ESET to highlight KrØØk and Stantinko at Black Hat USA 2020

ESET, will highlight its latest research during Black Hat USA 2020. ESET researchers Robert Lipovský, Štefan Svorenčík and Vladislav Hrčka will present this today, on “KrØØk: Serious Vulnerability Affected Encryption of Billion+ Wi-Fi Devices” and “Stantinko Deobfuscation Arsenal.”

Black Hat is the world’s leading information security event, which is being held completely virtually this year due to the COVID-19 crisis. After the conclusion of the event, ESET will make the findings available to the research community, media and the general public.

The presentation about KrØØk by Robert Lipovský and Štefan Svorenčík will take place on today, August 6, at 12:30 – 1:10 PDT (21:30 – 22:10 CEST). The talk will disclose the most recent discoveries that more Wi-Fi chip manufacturers, specifically Qualcomm and Mediatek, have also been affected by variants of the KrØØk vulnerability.

KrØØk is a vulnerability originally discovered in Broadcom and Cypress Wi-Fi chips that allows unauthorized decryption of some WPA2-encrypted traffic. Exploiting KrØØk allows adversaries to intercept and decrypt (potentially sensitive) data, but with a significant advantage for the attackers: While they need to be in range of the Wi-Fi signal, they do not need to be authenticated and associated to the WLAN. In other words, the attackers do not need to know the Wi-Fi password.

The second talk will aid malware researchers and reverse engineers to analyze Stantinko, a botnet performing click fraud, ad injection, social network fraud, password stealing attacks and cryptomining. The Black Hat Arsenal format will predominantly focus on Stadeo, a set of tools we developed primarily to facilitate the analysis of Stantinko but that can also be helpful when analyzing other malware strains utilizing similar techniques, including the infamous Emotet crimeware. Stadeo will be demonstrated for the first time at Black Hat USA 2020 and subsequently published for free use.

The demo will be provided by ESET researcher Vladislav Hrčka on Thursday, August 6, at 11:00 – 12:00 PDT (20:00 – 21:00 CEST).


What you are asked to do ▸ Pull every line with "thousands" from the entries below.

Extracts from a graphics dataset ▸
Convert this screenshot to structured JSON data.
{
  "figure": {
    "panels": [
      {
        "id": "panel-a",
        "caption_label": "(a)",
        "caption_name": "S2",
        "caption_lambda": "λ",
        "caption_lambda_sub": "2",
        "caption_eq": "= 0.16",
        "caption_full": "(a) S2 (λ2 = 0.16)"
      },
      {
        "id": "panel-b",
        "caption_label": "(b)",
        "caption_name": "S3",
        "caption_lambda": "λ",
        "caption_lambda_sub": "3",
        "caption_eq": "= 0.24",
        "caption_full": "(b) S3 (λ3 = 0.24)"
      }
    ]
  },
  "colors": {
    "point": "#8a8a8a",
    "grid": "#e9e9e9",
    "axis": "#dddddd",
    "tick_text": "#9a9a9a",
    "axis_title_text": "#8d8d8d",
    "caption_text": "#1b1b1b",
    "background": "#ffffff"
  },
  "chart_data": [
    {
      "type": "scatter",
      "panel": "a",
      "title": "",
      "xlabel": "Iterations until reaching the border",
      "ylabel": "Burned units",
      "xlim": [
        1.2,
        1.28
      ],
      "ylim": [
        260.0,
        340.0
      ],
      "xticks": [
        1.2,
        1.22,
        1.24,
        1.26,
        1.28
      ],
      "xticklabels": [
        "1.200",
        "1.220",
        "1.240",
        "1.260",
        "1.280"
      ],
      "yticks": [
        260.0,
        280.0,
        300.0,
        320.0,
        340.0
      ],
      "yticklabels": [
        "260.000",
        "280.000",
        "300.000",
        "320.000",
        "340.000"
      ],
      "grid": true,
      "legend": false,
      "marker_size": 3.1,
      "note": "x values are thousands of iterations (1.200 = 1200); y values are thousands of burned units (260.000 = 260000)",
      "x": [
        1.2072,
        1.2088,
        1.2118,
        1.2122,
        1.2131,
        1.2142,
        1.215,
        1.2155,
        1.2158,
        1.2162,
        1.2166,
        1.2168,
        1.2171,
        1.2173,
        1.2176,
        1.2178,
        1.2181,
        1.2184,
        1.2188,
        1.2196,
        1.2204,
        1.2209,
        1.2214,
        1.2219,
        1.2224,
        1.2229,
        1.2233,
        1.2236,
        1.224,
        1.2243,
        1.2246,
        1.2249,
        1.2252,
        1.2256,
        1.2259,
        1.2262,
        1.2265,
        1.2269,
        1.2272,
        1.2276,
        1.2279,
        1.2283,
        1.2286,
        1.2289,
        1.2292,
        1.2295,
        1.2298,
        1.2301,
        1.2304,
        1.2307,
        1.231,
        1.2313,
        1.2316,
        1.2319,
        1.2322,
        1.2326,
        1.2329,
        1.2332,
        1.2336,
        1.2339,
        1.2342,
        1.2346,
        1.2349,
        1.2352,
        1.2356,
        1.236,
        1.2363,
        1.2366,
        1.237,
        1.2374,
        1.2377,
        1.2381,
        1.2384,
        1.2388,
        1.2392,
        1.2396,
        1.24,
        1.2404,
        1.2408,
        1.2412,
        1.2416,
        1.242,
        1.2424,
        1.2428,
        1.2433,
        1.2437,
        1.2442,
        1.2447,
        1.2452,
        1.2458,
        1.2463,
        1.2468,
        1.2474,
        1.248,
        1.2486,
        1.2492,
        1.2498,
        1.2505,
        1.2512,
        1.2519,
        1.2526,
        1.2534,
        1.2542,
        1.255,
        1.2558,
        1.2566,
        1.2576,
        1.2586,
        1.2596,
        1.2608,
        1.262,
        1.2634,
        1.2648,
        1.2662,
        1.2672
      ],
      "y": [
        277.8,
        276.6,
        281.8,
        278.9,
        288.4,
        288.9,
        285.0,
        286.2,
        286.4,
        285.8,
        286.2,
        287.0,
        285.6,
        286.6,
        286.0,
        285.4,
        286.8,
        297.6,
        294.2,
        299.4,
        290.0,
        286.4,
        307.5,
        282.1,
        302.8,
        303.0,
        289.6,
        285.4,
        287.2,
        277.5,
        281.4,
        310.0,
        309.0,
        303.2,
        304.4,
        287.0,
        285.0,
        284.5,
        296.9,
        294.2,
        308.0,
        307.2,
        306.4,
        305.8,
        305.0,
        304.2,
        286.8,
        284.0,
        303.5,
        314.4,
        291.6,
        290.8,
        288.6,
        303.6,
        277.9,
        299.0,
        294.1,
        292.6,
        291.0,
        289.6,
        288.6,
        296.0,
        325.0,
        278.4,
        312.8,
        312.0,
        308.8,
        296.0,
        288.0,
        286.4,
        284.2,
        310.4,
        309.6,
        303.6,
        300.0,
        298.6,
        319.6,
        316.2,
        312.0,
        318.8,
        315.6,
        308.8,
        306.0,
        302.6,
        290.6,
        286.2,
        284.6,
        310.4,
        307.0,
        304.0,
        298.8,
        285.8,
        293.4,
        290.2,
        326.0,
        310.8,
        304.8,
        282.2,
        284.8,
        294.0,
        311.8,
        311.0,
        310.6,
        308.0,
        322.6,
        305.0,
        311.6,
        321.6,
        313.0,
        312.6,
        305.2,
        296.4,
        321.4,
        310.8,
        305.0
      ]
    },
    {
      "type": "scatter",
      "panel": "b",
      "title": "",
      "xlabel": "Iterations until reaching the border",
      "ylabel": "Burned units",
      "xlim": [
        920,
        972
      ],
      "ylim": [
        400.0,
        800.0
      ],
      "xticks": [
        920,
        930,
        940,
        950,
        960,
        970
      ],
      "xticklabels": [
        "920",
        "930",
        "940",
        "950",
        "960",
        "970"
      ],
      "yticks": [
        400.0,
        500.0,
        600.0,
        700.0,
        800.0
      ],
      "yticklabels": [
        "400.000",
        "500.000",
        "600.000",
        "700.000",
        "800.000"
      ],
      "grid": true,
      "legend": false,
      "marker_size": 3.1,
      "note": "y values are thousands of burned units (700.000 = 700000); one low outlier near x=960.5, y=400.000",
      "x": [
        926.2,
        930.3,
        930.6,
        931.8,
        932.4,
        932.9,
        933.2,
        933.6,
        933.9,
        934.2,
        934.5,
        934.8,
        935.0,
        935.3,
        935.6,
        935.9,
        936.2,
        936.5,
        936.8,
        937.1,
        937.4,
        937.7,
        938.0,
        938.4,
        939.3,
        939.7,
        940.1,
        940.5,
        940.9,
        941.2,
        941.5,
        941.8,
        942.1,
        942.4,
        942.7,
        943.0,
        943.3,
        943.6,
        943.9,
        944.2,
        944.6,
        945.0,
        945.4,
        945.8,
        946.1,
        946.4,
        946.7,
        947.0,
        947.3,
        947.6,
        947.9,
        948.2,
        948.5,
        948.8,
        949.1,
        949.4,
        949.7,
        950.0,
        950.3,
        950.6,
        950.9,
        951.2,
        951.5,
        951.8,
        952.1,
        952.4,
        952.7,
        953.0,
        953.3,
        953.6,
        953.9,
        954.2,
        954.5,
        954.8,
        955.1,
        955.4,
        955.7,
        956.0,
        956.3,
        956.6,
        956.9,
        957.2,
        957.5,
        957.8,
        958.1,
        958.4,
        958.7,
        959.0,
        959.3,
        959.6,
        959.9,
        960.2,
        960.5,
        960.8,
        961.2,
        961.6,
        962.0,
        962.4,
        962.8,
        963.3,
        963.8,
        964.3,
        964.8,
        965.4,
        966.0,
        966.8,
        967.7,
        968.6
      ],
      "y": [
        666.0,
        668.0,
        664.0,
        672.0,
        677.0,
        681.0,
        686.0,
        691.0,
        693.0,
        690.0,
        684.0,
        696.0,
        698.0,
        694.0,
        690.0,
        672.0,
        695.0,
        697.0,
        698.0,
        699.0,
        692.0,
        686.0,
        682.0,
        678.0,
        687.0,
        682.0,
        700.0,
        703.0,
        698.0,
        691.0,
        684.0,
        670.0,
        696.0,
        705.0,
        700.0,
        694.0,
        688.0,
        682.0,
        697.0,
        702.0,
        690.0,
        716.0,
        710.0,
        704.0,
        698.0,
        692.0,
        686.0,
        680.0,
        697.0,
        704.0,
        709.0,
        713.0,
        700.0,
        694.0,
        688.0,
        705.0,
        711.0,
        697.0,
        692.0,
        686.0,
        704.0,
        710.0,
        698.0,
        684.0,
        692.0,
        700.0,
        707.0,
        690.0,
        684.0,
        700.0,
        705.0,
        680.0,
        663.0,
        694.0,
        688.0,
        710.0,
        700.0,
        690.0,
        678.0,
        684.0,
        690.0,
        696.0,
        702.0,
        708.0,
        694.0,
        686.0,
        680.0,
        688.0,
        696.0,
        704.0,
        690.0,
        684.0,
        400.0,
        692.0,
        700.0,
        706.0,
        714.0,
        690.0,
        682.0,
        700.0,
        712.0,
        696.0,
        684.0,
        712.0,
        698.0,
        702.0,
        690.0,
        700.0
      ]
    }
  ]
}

Answer space ▸
      "note": "x values are thousands of iterations (1.200 = 1200); y values are thousands of burned units (260.000 = 260000)",
      "note": "y values are thousands of burned units (700.000 = 700000); one low outlier near x=960.5, y=400.000",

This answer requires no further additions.